*What is required*:
Copy down all of the data underneath, exactly as shown.

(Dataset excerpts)
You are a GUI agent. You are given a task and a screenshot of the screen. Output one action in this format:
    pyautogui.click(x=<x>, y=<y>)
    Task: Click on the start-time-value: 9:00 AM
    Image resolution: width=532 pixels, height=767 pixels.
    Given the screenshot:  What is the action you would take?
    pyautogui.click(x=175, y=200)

*Output for this exercise*:
You are a GUI agent. You are given a task and a screenshot of the screen. Output one action in this format:
    pyautogui.click(x=<x>, y=<y>)
    Task: Click on the start-time-value: 9:00 AM
    Image resolution: width=532 pixels, height=767 pixels.
    Given the screenshot:  What is the action you would take?
    pyautogui.click(x=175, y=200)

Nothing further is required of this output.